Sign me up to drive your daughters out of state or to Asheville if they need abortions.

And promise that you’ll take mine. If they need one, if they want one, if they feel like they can’t talk to me about it. Pretty soon they won’t be able to go to Planned Parenthood in Chapel Hill. They may need a ride. And if they can’t come to me, let it be one of you. And I will do the same for yours.

I was at the Legislature on July 3rd with approximately 600 other protestors to be a witness to the erosion of women’s reproductive freedom.

This anti-choice Bill will effectively close down almost every abortion clinic in the State.

Why was I there? Why were any of us there to see the inevitable? We were there to be witnesses, but many of us have personal stories…

I have my grandmother’s story of her illegal abortion. She was married with two babies. When she discovered she was pregnant again, her mother encouraged her to have an abortion, fearing that her family’s finances, her marriage, her babies, and her body could not handle this pregnancy. She had a back alley abortion, came home and nearly bled to death before she went to the hospital.

My grandmother lived to be 90. She was a public school teacher, raised three children, had seven grandchildren, and lived to see six of her great grandchildren. Among us, there are lawyers, rabbis, teachers, business executives, and professors. None of us would have been possible had she died from her truly unsafe abortion. The lack of safe choices nearly killed her.

I have three daughters.

I was at the legislature on July 3rd in part because of my grandmother’s story, but also because I wanted to be with the 600 other people who will drive my daughters to wherever they need to go, if they ever need to go there. It was good to see your faces in the crowd.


What is needed is an exact retyping of each entry, pictures excluded.

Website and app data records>
-.-.-

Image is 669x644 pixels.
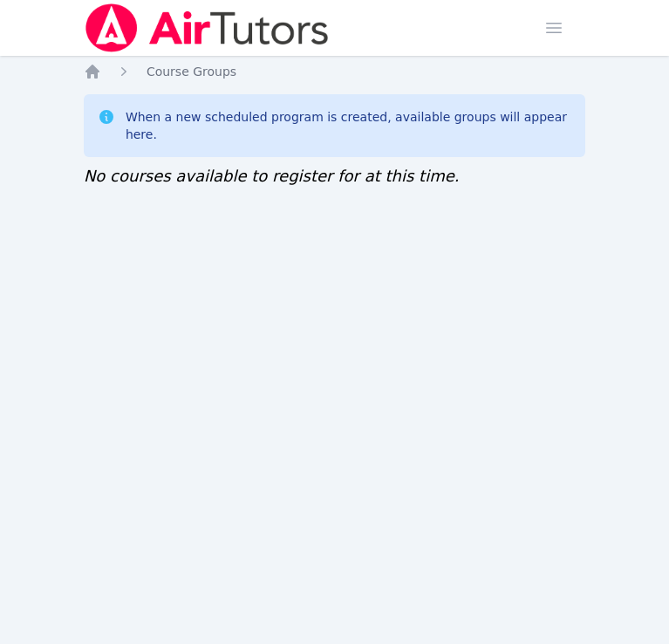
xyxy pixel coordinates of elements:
[126,108,572,143] div: When a new scheduled program is created, available groups will appear here.
[84,167,460,185] span: No courses available to register for at this time.
[147,63,237,80] a: Course Groups
[84,4,330,52] img: Air Tutors
[84,63,585,80] nav: Breadcrumb
[147,65,237,78] span: Course Groups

-.-.-

OUTPUT OF THE TASK>
Image is 669x644 pixels.
xyxy pixel coordinates of elements:
[126,108,572,143] div: When a new scheduled program is created, available groups will appear here.
[84,167,460,185] span: No courses available to register for at this time.
[147,63,237,80] a: Course Groups
[84,4,330,52] img: Air Tutors
[84,63,585,80] nav: Breadcrumb
[147,65,237,78] span: Course Groups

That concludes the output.